Boyle, Robert P.“Banned and/or Challenged Books from the Radcliffe Publishing Course Top 100 Novels of the 20th Century.” American Library Association. N.d. Web. March 2016. http://www.ala.org/template.cfm?Section=bbwlinks&template=/contentmanagement/ContentDisplay.cfm&contentID=136590

Elock, Chris. “From Acid Revolution to Entheogenic Evolution: Psychedelic Philosophy in the Sixties and Beyond.” The Journal of American Culture, 36.4 (2013): 296-308. Web.

Hilton, Claire. An Exploration of the Patient’s Experience of Electroconvulsive Therapy in Mid-Twentieth Century Creative Literature.” Journal of Affective Disorders, v. 97 (2007): 5-12. Web.
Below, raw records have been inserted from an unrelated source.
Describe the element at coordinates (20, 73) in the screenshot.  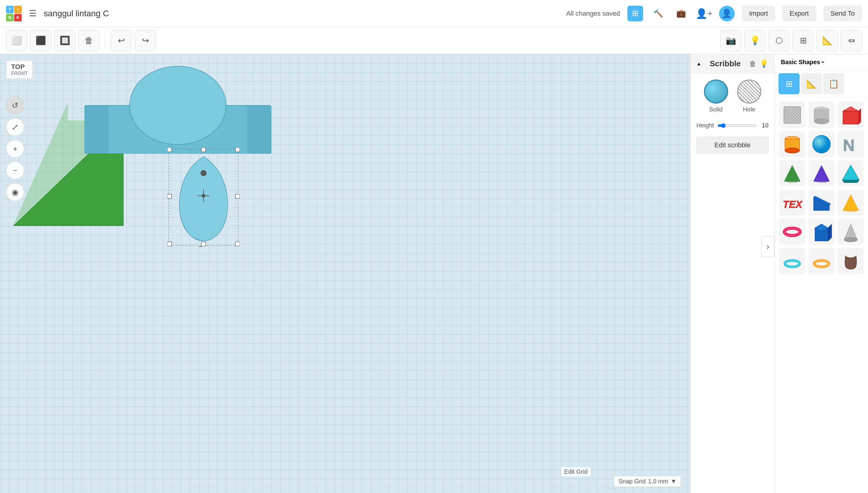
I see `view-front-label: FRONT` at that location.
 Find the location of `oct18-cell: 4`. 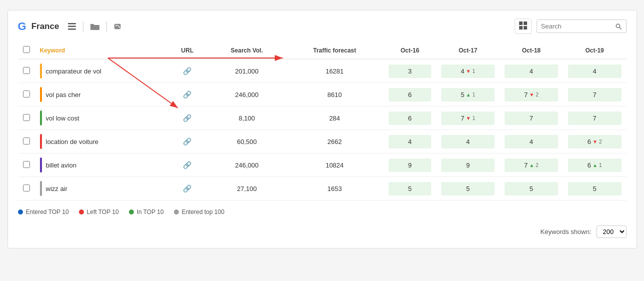

oct18-cell: 4 is located at coordinates (532, 71).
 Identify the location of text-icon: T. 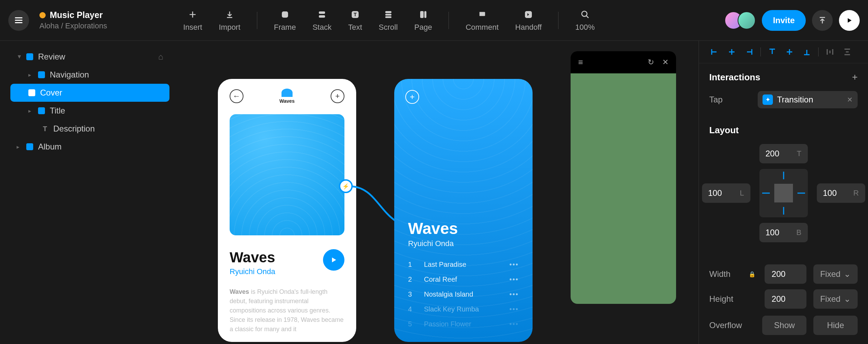
(355, 15).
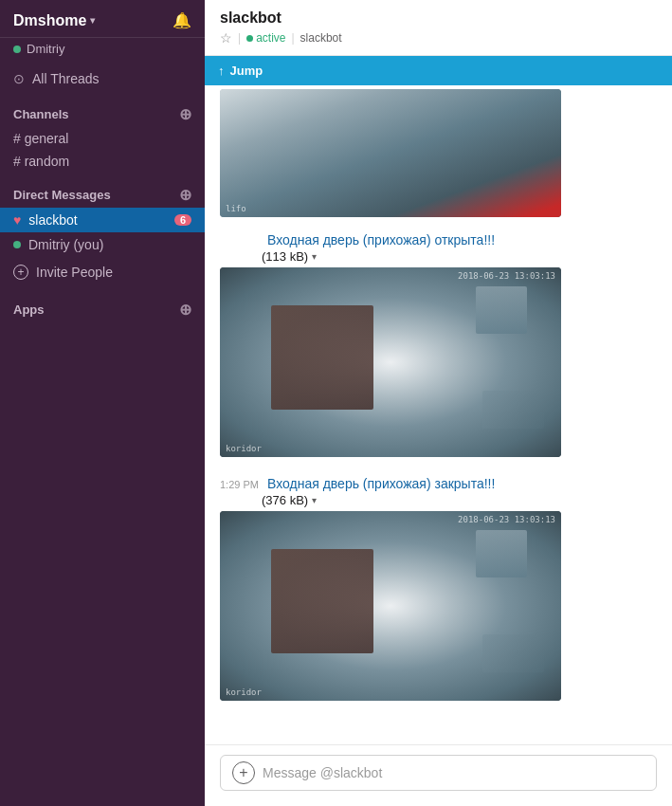 The width and height of the screenshot is (672, 806). I want to click on jump-label: Jump, so click(246, 70).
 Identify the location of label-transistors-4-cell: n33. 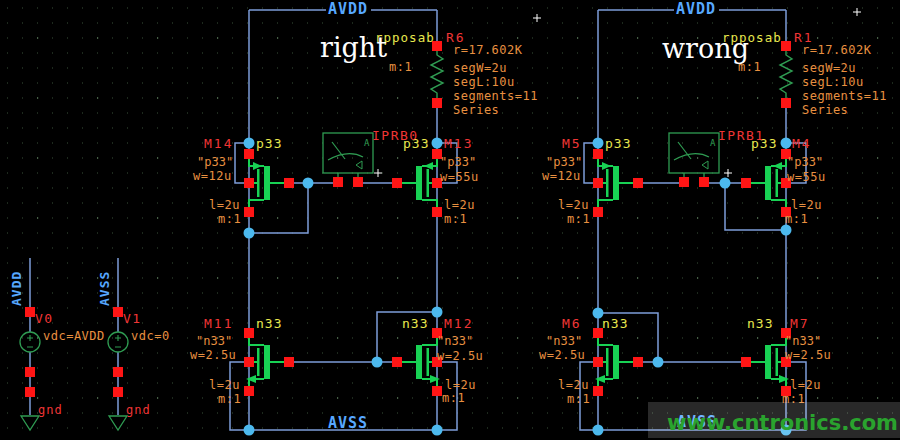
(269, 324).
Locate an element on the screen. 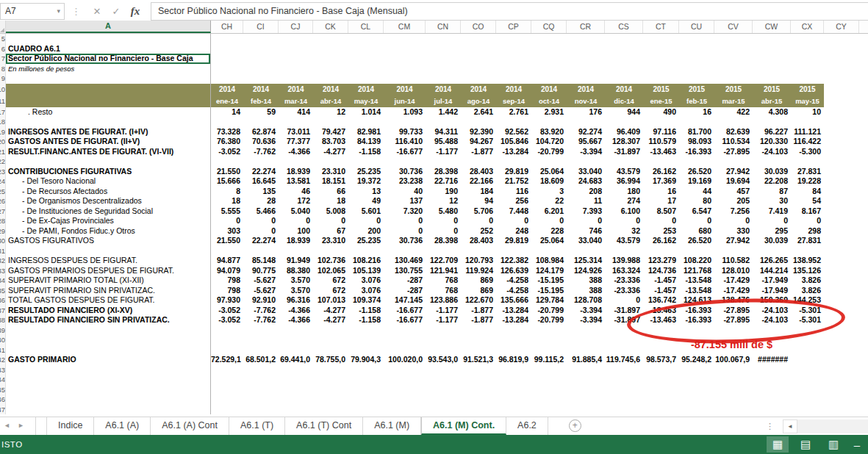 The height and width of the screenshot is (454, 868). cell: 83.703 is located at coordinates (331, 142).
Kellner, Charles. “Electroconvulsive Therapy: The Second Most Controversial Medical Procedure.” Psychiatric Times. January 2011. N.p. Web. March 2016.

Mettler, Meghan, W. “If I Could Drive You Out of Your Mind: Anti Rationalism and the Celebration of Madness in 1960’s Counterculture.” Journal of Literary & Cultural Disability Studies, 9.2 (2015): 172-186. Web.

Rother, Lorraine Flint. “Electroconvulsive Therapy Sheds Its Shocking Imagine.” Nursing, 33.3 (2003): 48-9. Web.

Sutherland, Janet R. A Defense of Ken Kesey’s One Flew Over The Cuckoo’s Nest.” National Councils of Teachers of English, 61.1 (1972): 28-31. Web.

Swaine, John. “How One Flew Over the Cuckoo’s Nest Changed Psychiatry. ”Telegraph. February 2011 Web. March 2016.

Tran, Mai. “Parents Ask School district to Ban ‘Cuckoo’s Nest.’” Los Angeles Times. December 2000. Web. March 2016.

 

Hyperlinks

http://pages.ucsd.edu/~nchristenfeld/Publications_files/Spoilers.pdf

http://www.imdb.com/title/tt0172493/

http://www.imdb.com/title/tt1130884/

http://www.imdb.com/title/tt1103984/

http://digital.library.upenn.edu/women/bly/madhouse/madhouse.html

http://www.openculture.com/2013/01/ken_kesey_talks_about_the_meaning_of_the_acid_tests_in_a_classic_interview.html

http://www.cathryncasamo.com/themagicbus1.htm

http://www.goodreads.com/book/show/332613.One_Flew_Over_the_Cuckoo_s_Nest

https://www.commonsensemedia.org/book-reviews/one-flew-over-the-cuckoos-nest

 

Interesting links For Further Reading

http://ronrecord.com/Stories/leary.html —kesey, leary interview

https://www.nytimes.com/packages/pdf/national/13inmate_ProjectMKULTRA.pdf– Official Project Mkultra Transcripts (only known government document about it)

One Flew Over the Cuckoos Nest-poster

This entry was posted in Anti-Establishment, Books Banned for being Immoral, Books Banned for Violence, Books that Corrupt Youth, Sexually Explicit. Bookmark the permalink.